Treena Arinzeh, a young professor who last year won a Presidential Award, the nation’s highest scientific honor, is bringing the promise of stem cell research one step closer to reality.
Arinzeh, PhD, assistant professor of biomedical engineering at NJIT, is researching the use of stem cells to induce bone repair. Her research will help diabetics whose impaired bones will not properly heal. She is using adult stem cells, in combination with allografts &endash; donated bone tissue – to regenerate and repair the patients’ damaged bones. She is performing tests on diabetic animals, after which she’ll test patients at the clinical level.
Arinzeh is collaborating on the research with Sheldon L. Lin, MD, an assistant professor of orthopaedics at the University of Medicine and Dentistry of New Jersey, Newark. Arinzeh has received a $100,000 grant from the Musculoskeletal Transplant Foundation to support the team’s research.
“People suffering from diabetes have impaired bone healing,” Arinzeh said. “So the question is how to treat patients suffering from bone fractures and other defects that may not heal because they are also suffering from other disorders. We are looking at the current treatment for repairing bone defects, which is the use of allograft tissue, as well as newer treatments such as combining allograft with stem cells.”
One day soon, as a result of Arinzeh’s research, patients could be treated with off-the-shelf stem-cell therapies instead of drugs. In five years, say, a patient with a bone ailment would visit a doctor and be injected with a ready supply of stem cells. The cells would seek out the patient’s damaged bone tissue and begin to generate healthy tissue. After six months of treatments, the patient’s bone would begin to heal.
Arinzeh’s drive to advance the science of stem cell research has gained her national recognition. In the fall, she earned the highest honor given to a young researcher by President Bush: The Presidential Early Career Award for Scientists and Engineers.
What is it about Arinzeh’s research that has caught the eye of the White House?
First, she works with adult stem cells taken from adult bone marrow. So the controversy over the ethical implications of embryonic stem-cell research, in her case, is moot. An adult stem cell is an undifferentiated cell that builds and maintains tissues and organs, and which can renew itself through cell division. Stem cells are harvested from bone marrow, umbilical cords, the brain and spinal cord and other tissues.
Adult stem cells also have a unique trait that lends them their magic: Under the right conditions, or given the proper signals, they have the ability to turn into different cell types.
Arinzeh is doing exactly that: developing signals, in the form of biomaterials, that will help adult stem cells turn into cells that, if injected into a diseased area of the human body, could regenerate damaged tissue.
Her research has also led to two major stem-cell discoveries: One showing that stem cells, when mixed with biomaterials known as scaffolds, can help regenerate bone growth; and another proving that stem cells taken from one person can be successfully implanted into another. A list of conditions for which stem-cell treatment holds promise grows almost daily: It now includes Parkinson’s, diabetes, Alzheimer’s, cancer and traumatic brain injury.
“Treena’s research is unique because she has had success in crafting the right environment for stem cells to grow into other cells,” said William Hunter, chairman of the biomedical-engineering department at NJIT. “She is working in a brand-new world of medical therapy.”
Arinzeh’s first stem-cell breakthrough focused on developing scaffolds that aid stem cells. She performed animal studies on rats with bone defects; she also did cell-culture studies. Both showed that the biomaterials stimulated stem cells, producing new bone tissue and fully repairing the rats’ bones.
Arinzeh’s second stem-cell discovery proved that adult stem cells taken from one patient can be successfully implanted in another. Researchers originally thought such a transfer might be rejected. And it’s not just defective bones that may be regenerated by stem cells. Arinzeh is now testing biomaterials that, in combination with stem cells, might also repair cartilage, tendon and neuronal tissues.
Her studies could lead to medical breakthroughs that would help a host of patients. Stem cell implantation could help cancer patients who’ve had large tumors removed from bone, Arinzeh says. In many such surgeries, patients lose their limbs. But if her method of implanting stem cells is shown to induce bone repair, amputation may not be necessary. Stem cells could also help patients suffering from osteoporosis, whose fractured bones can be regenerated by the cells.
Arinzeh has pushed the basic science of stem cells forward and, with her latest research on bone repair, is taking it yet another step.
“Treena has all the earmarks of a technical superstar,” says Mike Jaffe, a professor of biomedical engineering and chemistry at NJIT. “She’s at the leading edge of modern biology and if anyone can take stem-cell research forward, she can.”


[TASK GOAL] Each line from the one that has "What do you see at coordinates (361, 178)" through the end of the entries below must be written out exactly; leave out all other lines.

:: GIVEN DATA ::

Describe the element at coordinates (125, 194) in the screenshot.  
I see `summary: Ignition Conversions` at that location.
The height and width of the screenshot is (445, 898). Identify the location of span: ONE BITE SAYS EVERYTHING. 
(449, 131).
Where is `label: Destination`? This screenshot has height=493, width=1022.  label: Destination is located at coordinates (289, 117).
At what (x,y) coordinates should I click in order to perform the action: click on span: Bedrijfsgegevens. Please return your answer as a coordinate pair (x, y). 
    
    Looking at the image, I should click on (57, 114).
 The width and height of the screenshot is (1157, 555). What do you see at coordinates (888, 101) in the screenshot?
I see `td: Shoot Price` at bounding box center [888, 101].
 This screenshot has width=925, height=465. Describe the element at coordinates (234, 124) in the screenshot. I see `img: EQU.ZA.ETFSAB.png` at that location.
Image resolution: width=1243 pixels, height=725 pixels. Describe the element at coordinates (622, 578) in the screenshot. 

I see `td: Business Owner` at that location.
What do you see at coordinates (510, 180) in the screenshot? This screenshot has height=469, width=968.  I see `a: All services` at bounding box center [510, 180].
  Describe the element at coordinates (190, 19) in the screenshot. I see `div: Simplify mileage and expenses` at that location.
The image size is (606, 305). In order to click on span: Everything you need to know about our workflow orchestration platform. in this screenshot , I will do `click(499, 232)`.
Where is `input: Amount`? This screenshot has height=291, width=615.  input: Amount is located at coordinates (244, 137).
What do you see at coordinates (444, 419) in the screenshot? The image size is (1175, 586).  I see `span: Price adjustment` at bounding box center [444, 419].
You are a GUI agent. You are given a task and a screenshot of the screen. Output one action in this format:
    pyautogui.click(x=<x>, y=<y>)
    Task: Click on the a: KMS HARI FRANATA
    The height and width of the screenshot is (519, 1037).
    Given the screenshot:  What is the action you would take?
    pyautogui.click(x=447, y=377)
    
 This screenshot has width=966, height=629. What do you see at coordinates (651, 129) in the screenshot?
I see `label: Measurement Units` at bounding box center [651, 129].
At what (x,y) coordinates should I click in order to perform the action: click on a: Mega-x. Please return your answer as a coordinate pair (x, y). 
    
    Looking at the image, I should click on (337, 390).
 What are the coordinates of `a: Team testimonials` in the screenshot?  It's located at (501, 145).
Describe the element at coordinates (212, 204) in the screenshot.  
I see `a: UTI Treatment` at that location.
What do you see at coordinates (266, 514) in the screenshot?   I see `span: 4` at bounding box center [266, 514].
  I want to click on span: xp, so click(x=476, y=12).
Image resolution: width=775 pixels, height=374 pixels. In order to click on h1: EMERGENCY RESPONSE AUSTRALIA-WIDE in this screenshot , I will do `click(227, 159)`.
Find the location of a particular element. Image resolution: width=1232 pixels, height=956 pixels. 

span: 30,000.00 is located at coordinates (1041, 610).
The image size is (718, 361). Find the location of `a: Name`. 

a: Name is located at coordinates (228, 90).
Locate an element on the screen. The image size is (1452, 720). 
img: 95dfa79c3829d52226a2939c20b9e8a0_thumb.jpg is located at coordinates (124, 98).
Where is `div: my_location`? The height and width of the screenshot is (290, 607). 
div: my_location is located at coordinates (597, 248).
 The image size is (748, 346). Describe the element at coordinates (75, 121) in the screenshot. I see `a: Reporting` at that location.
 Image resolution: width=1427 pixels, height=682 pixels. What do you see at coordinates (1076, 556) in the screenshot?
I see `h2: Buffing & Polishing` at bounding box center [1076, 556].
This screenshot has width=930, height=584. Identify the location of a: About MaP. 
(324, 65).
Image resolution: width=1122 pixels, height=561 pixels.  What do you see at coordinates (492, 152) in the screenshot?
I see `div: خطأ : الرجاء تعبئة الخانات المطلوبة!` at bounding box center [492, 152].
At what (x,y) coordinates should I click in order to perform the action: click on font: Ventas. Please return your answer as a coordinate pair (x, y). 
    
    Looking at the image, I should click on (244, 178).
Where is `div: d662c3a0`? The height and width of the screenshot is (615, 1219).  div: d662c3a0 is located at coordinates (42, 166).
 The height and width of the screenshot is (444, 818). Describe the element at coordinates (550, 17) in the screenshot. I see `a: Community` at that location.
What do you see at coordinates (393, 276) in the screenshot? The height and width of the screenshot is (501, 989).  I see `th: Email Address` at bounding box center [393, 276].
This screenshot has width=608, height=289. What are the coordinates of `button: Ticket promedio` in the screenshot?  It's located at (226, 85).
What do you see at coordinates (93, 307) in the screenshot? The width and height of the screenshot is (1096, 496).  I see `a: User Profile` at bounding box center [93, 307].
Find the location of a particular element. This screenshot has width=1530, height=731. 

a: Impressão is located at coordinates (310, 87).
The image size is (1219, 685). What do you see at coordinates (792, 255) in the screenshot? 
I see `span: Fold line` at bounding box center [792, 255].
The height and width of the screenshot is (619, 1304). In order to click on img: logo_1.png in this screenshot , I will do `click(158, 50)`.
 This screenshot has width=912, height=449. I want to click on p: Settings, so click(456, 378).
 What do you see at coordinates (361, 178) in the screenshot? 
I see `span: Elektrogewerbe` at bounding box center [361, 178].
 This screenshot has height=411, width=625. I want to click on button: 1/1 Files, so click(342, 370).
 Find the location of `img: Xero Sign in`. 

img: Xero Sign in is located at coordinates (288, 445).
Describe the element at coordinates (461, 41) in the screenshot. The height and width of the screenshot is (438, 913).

:::

[WRITTEN ANSWER]
 What do you see at coordinates (361, 178) in the screenshot? 
I see `span: Elektrogewerbe` at bounding box center [361, 178].
 This screenshot has height=411, width=625. I want to click on button: 1/1 Files, so click(342, 370).
 Find the location of `img: Xero Sign in`. 

img: Xero Sign in is located at coordinates (288, 445).
Describe the element at coordinates (461, 41) in the screenshot. The height and width of the screenshot is (438, 913).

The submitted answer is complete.